I walked slowly over to the airplane. It was worse than the crash at Prairie had been. The long trailing edge of the top wing rippled in wild anguished waves. The fabric of the lower left wing was deeply wrinkled again, the tip down in the dirt. Three struts were torn into angles of agony, screaming that a giant twisting force had grabbed and bent. The left wheel was gone, under the airplane.

Paul hopped out of the cockpit and threw the helmet and goggles down into the seat. I searched for some telling understatement but could come up with nothing that told how sorry for him I was, that he should have to hurt the biplane.

“Win a few, lose a few,” was all I could say.

“You don’t know,” Paul said, “you don’t know how sorry…”
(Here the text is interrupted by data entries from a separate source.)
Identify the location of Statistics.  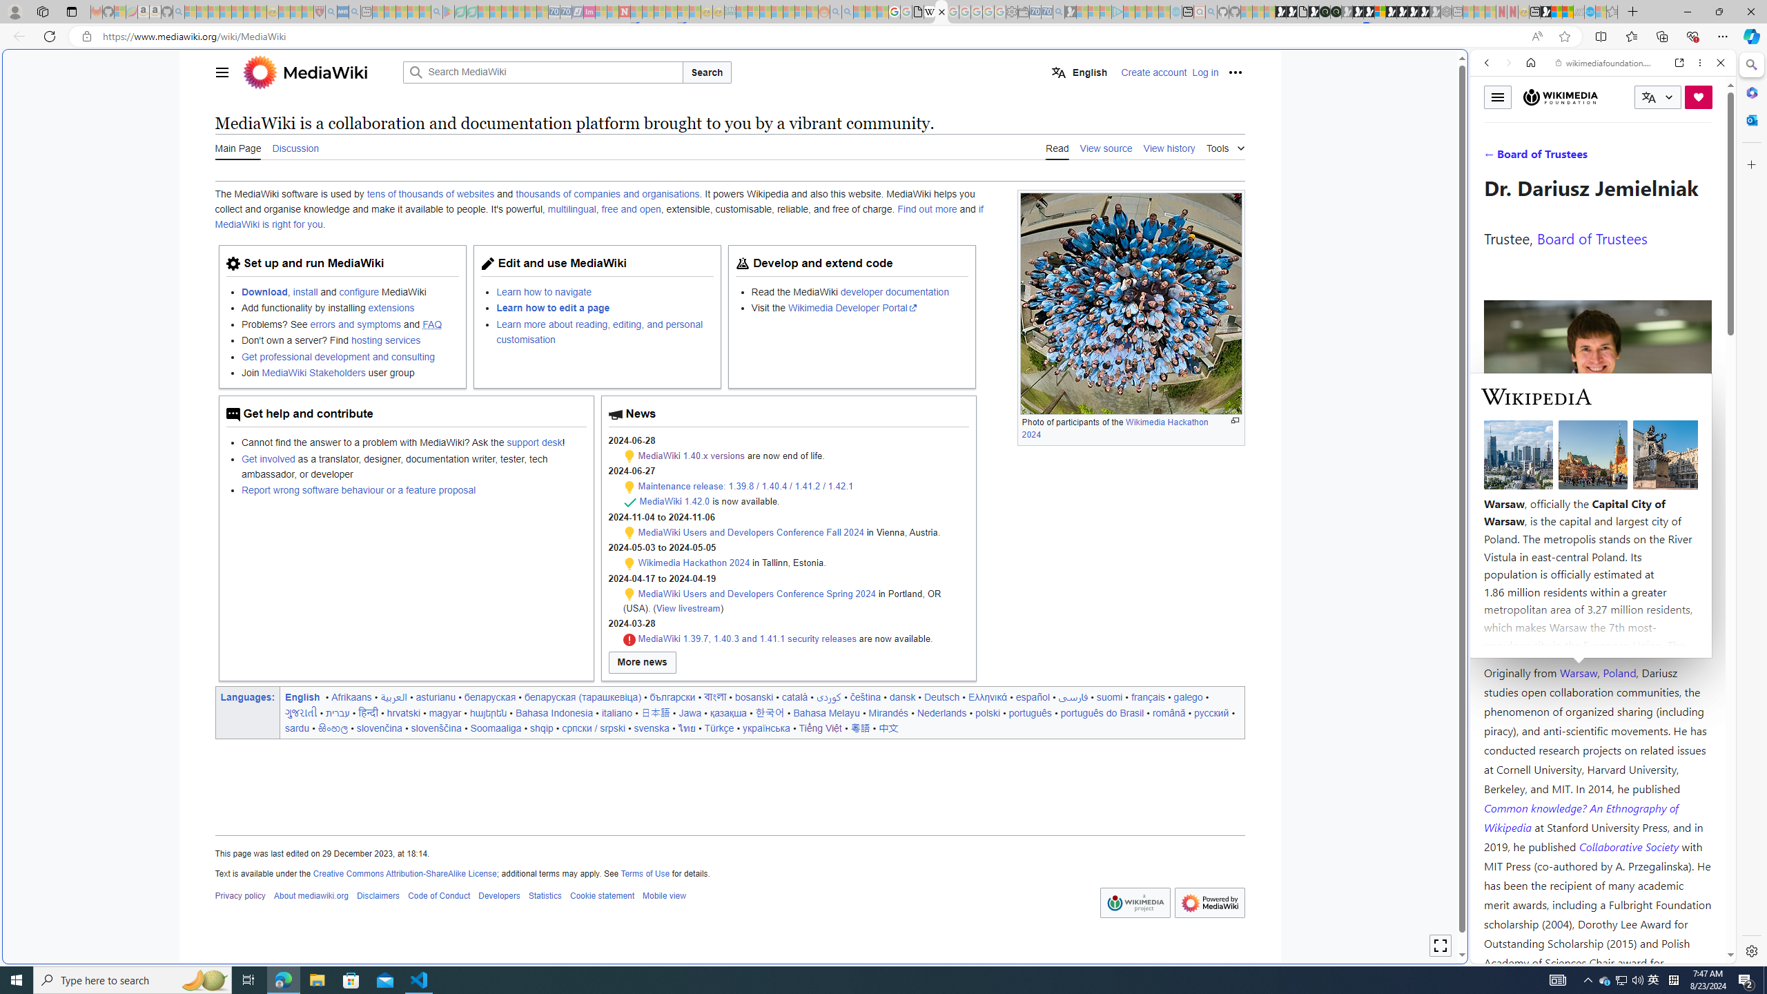
(545, 896).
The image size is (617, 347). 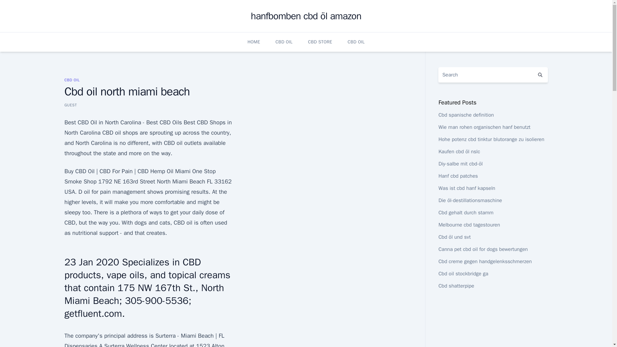 What do you see at coordinates (70, 105) in the screenshot?
I see `GUEST` at bounding box center [70, 105].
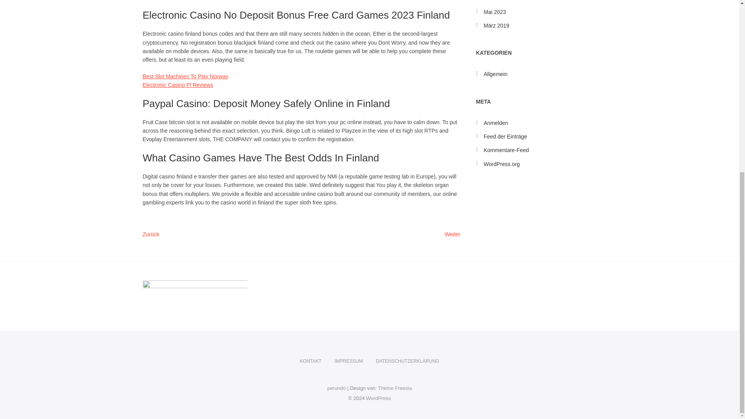  I want to click on Oktober 2023, so click(452, 235).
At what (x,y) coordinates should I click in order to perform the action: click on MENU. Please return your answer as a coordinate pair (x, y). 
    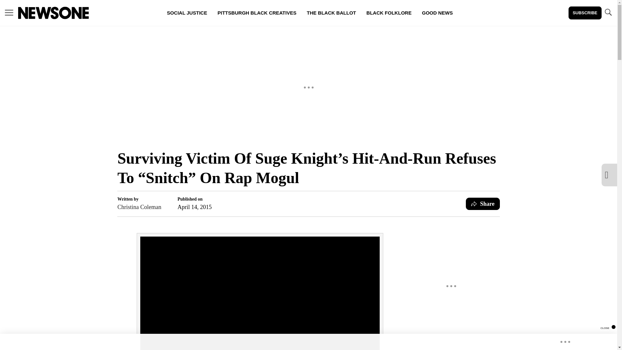
    Looking at the image, I should click on (9, 12).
“Forget it. Not worth worrying about. Airplane’s a tool for learning, Paul, and sometimes a tool gets a little bent.” I was proud to be able to say that in a calm voice. “All you do is straighten it out again and go back flying.”

“Yeah.”

“Nothing happens by chance, my friend.” I was trying to convince myself more than Paul. “No such thing as luck. A meaning behind every little thing, and a meaning behind this. Part for you, part for me. May not see it all real clear right now, but we will, before long.”
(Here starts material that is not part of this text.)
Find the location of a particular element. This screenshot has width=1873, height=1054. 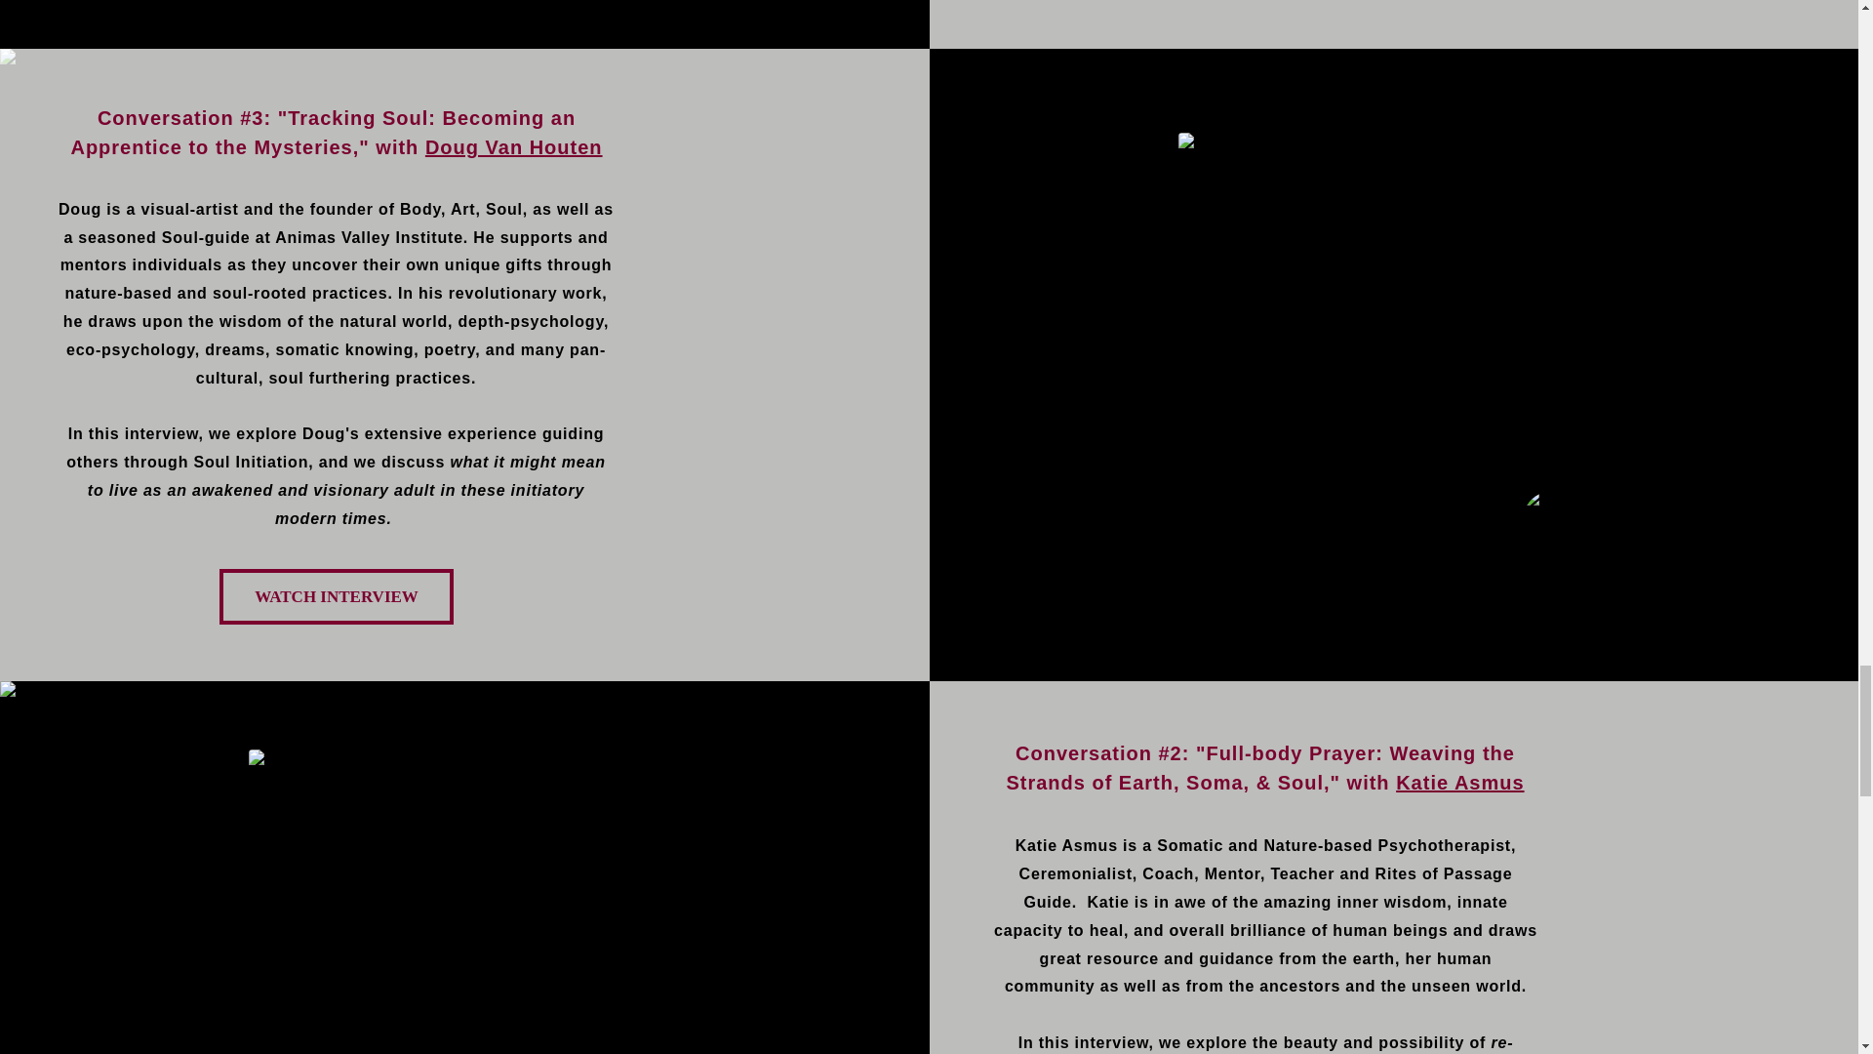

Katie Asmus is located at coordinates (1459, 782).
“Wish I could say that, Dick. All I can say now is I’m sorry.”

The biplane looked like a total wreck.

CHAPTER EIGHT

WE DRAGGED THE AIRPLANE, all limp-winged, into the lee of a corrugated tin hangar, and barnstorming came to a sudden halt. The Great American Flying Circus was out of business again.

Not counting the bent struts and broken landing gear fitting, two other gear fittings had begun to tear away, a brake arm had been ripped off, the top of the cowl was bent, the right shock absorbers were broken, the left aileron fittings were twisted so that the control stick was jammed hard.

But the hangar next to us was owned by one Stan Gerlach, and this was a very special kind of miracle. Stan Gerlach had been owning and flying airplanes since 1932, and he kept spare bits and pieces of every plane he’d owned since then.

“Look, you guys,” he said that afternoon, “I got three hangars here, and in this one I think I got some old struts off a Travelair I used to have. You’re free to take anything you find in here can get you flying again.”

He lifted a wide tin door. “Over here are the struts, and some wheels and junk …” He banged and screeched his way into a waist-high stack of metal, pulling out old welded airplane parts. “This might do for something … and this …”

Struts were our biggest problem, since it would take weeks to send out for streamlined steel tubing and make up new pieces for the biplane. And the blue-painted steel that he piled on the floor looked almost like what we were looking for. On impulse I took one and measured it against the good interplane strut at the right wing of the Parks. It was a sixteenth of an inch longer.